RELEASE: Health Coalitions warn health funding without strings is not in the public interest: Federal health dollars must come with accountability and national standards
Posted: December 16, 2022
(December 16, 2022)
As Canada’s premiers and the federal NDP ramp up the pressure on the Trudeau government, Health Coalitions across Canada are demanding that any increase in public health funding be used in the public interest and not be used to privatize health care.
The Health Coalitions support the call for a long-term increase to the Canada Health Transfer (CHT). However, the federal government must also enforce a robust accountability framework agreed to by the provinces, in addition to funding, to ensure that provinces and territories invest this money in public health care, and not hand over our vital services to for-profit corporations. The Coalitions note that private virtual care companies and for-profit clinics are brazenly violating the Canada Health Act, some with the full support of their provincial governments. While other provinces allow it to continue, only British Columbia has acted, as British Columbia’s Medical Services Commission is seeking an injunction against a Telus Health program, alleging its billing model violates the province’s Medicare Protection Act. The Coalitions demand that the provinces use federal funds only in ways that uphold the Canada Health Act which prohibits user fees and extra billing of patients for services such as seeing a doctor or getting MRIs, blood tests, cataract surgeries, and colonoscopies.
Recently the federal government announced more than $9 billion in new funding for long-term care. It is a cruel irony that after thousands of Canadians died, many preventable, most of them in for-profit long-term care homes, the national standards that were supposed to accompany that funding evaporated and billions of those dollars are being used to build new for-profit long-term care homes.
Canada’s universal, public health care system requires federal leadership and provincial accountability. Millions of Canadians have joined the call for stronger, not weaker, federal standards and provincial accountability. In the past, some provinces have taken federal funding increases while engaging in real dollar cuts to public hospitals, continuing care, long-term care or other services. Some provinces have given away billions in corporate tax cuts and tax cuts for the wealthy. An agreement without strings attached to ensure that money goes to care, and not to profits, would not be acceptable.
While each province has its own unique needs and priorities, in this time of unprecedented staffing shortages and multiple pandemics emerging at the same time, our political and public health leadership must act to restore capacity and rebuild the resilience of our health care institutions and services.
Public health care is our best defence against the COVID-19 pandemic and other health crises. However, this system has been eroded through decades of austerity budgets, privatization, and inadequate planning. Even during “normal times,” our health care system is at capacity. Today the short sightedness of those decisions is haunting us. We cannot respond to this crisis by doing more of the same.

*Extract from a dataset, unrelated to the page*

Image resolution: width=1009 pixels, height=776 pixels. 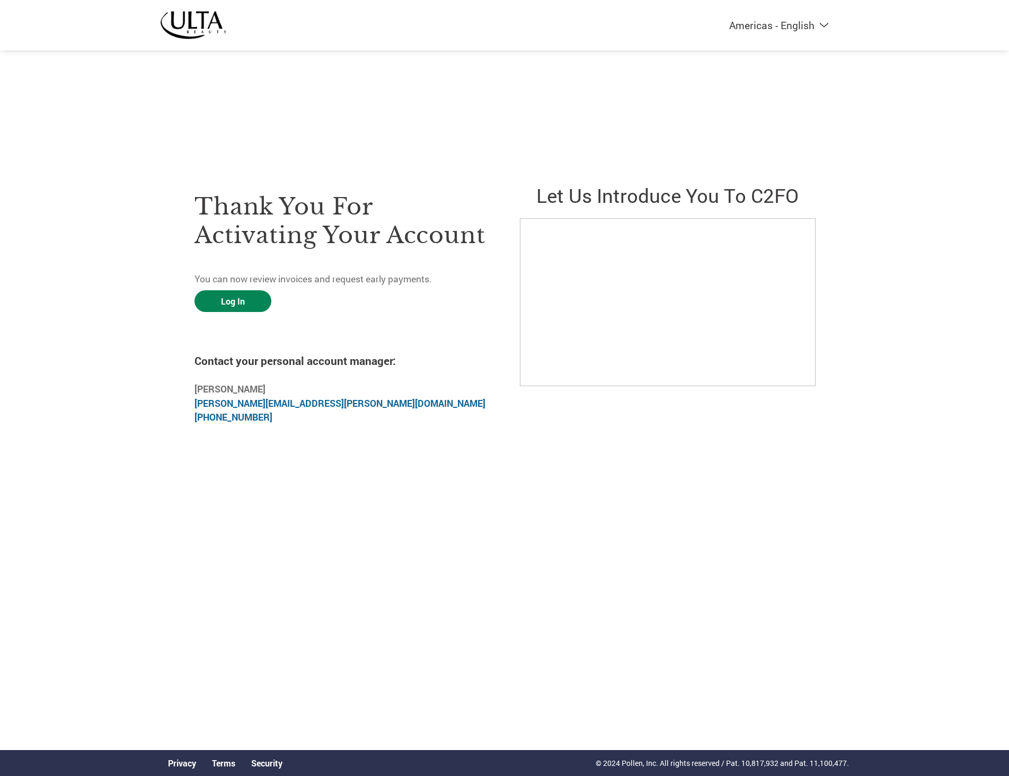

The pandemic has revealed both the necessity of having a strong public health system, and the devastating consequences of under-investing in public health care. Health coalitions across Canada recognize the federal government’s extraordinary contribution of resources and support during the pandemic. However, this time-limited and targeted support does not address the structural inadequacies of federal transfers left by the failure to negotiate a new Health Accord in 2016/17.
At this pivotal moment in our nation’s history, the federal government must reaffirm its commitment to public health care by making long-term, substantial increases to the CHT while the provinces agree to accountability mechanisms attached to those increases to ensure our public funding goes to improving care, access and equity. Any federal-provincial-territorial deal must ensure that people in Canada will access high-quality public health care on equitable terms, based on their needs and not their income, no matter where they live. It must unite the country around our shared vision for public health care, which is based on the principles of equity and compassion.